The court was acting on a lower court ruling that declared unconstitutional Kansas’ method of distributing state school funds.

In December 2003, Shawnee County State District Court Judge Terry Bullock said the finance system shortchanged all students by nearly $1 billion, but especially under-funded schools with high populations of minority students and students with disabilities.

The Kansas Supreme Court overturned parts of Bullock’s decsion – ruling that school finance system was not a violation of civil rights as Bullock had said.

But the state’s highest appeals court upheld Bullock’s ruling that the Legislature had failed to meet its constitutional obligation “to make suitable provision for finance” of the public schools.

The high court further stated that legislators must fulfill their constitutional duty. The court said it would stop proceedings in the case to give the Legislature “a reasonable time to correct the constitutional infirmity in the present financing formula.”

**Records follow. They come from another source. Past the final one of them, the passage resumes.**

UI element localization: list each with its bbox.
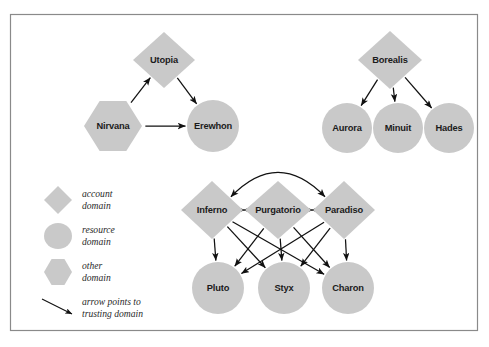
legend-resource: resourcedomain (44, 223, 116, 249)
node-erewhon[interactable]: Erewhon (187, 100, 239, 152)
node-label-pluto: Pluto (207, 283, 230, 293)
node-label-utopia: Utopia (150, 55, 179, 65)
edge-borealis-to-hades (405, 77, 432, 108)
node-paradiso[interactable]: Paradiso (313, 181, 375, 239)
node-label-hades: Hades (435, 123, 462, 133)
legend-account-line2: domain (82, 200, 111, 211)
node-styx[interactable]: Styx (258, 262, 310, 314)
edge-borealis-to-aurora (361, 80, 377, 106)
node-inferno[interactable]: Inferno (181, 181, 243, 239)
legend-account: accountdomain (44, 186, 113, 214)
node-aurora[interactable]: Aurora (322, 103, 372, 153)
node-label-erewhon: Erewhon (194, 121, 233, 131)
legend-other: otherdomain (44, 259, 111, 285)
node-nirvana[interactable]: Nirvana (84, 101, 142, 151)
edge-nirvana-to-utopia (131, 78, 150, 103)
legend-layer: accountdomainresourcedomainotherdomainar… (42, 186, 143, 319)
edge-purgatorio-to-charon (294, 227, 330, 267)
legend-arrow-icon (42, 299, 72, 314)
node-pluto[interactable]: Pluto (192, 262, 244, 314)
node-purgatorio[interactable]: Purgatorio (245, 181, 311, 239)
node-label-nirvana: Nirvana (96, 121, 130, 131)
node-label-paradiso: Paradiso (325, 205, 364, 215)
node-label-purgatorio: Purgatorio (255, 205, 301, 215)
node-label-borealis: Borealis (372, 55, 408, 65)
node-hades[interactable]: Hades (424, 103, 474, 153)
edge-inferno-to-pluto (214, 239, 216, 261)
legend-arrow-line1: arrow points to (82, 296, 141, 307)
legend-diamond-icon (44, 186, 72, 214)
legend-account-line1: account (82, 188, 113, 199)
node-borealis[interactable]: Borealis (358, 31, 422, 89)
legend-other-line2: domain (82, 272, 111, 283)
node-label-charon: Charon (332, 283, 364, 293)
legend-resource-line2: domain (82, 236, 111, 247)
domain-trust-diagram: UtopiaNirvanaErewhonBorealisAuroraMinuit… (0, 0, 489, 347)
node-label-minuit: Minuit (385, 123, 412, 133)
node-label-aurora: Aurora (332, 123, 363, 133)
node-charon[interactable]: Charon (322, 262, 374, 314)
node-label-styx: Styx (274, 283, 294, 293)
edge-utopia-to-erewhon (177, 78, 196, 104)
node-utopia[interactable]: Utopia (133, 32, 195, 88)
legend-other-line1: other (82, 260, 103, 271)
node-label-inferno: Inferno (197, 205, 228, 215)
diagram-canvas: UtopiaNirvanaErewhonBorealisAuroraMinuit… (0, 0, 489, 347)
edge-paradiso-to-charon (345, 239, 346, 260)
legend-hexagon-icon (44, 259, 72, 285)
legend-circle-icon (44, 223, 72, 249)
node-minuit[interactable]: Minuit (373, 103, 423, 153)
edge-borealis-to-minuit (393, 88, 395, 102)
legend-arrow: arrow points totrusting domain (42, 296, 143, 319)
legend-resource-line1: resource (82, 224, 116, 235)
legend-arrow-line2: trusting domain (82, 308, 143, 319)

“To ensure the Legislature complies with our holding, we will withhold our formal opinion until corrective legislation has been enacted or April 12, 2005, whichever occurs first, and stay the issuance of our mandate in this case,” the court said.

The lead attorney for the school districts that filed the lawsuit against the state applauded the Kansas Supreme Court decision.

“Touchdown,” said Wichita attorney Alan Rupe.

“The Kansas Supreme Court is going to be sitting on top of the Legislature to make sure that schools are funded equitably and adequately,” Rupe said.

Check back to this site for updates today. And see 6News reports on Sunflower Broadband channel 6 at 6 p.m. and 10 p.m.
The Mirror’s Wednesday edition will have reaction from Tonganoxie educators and state legislators.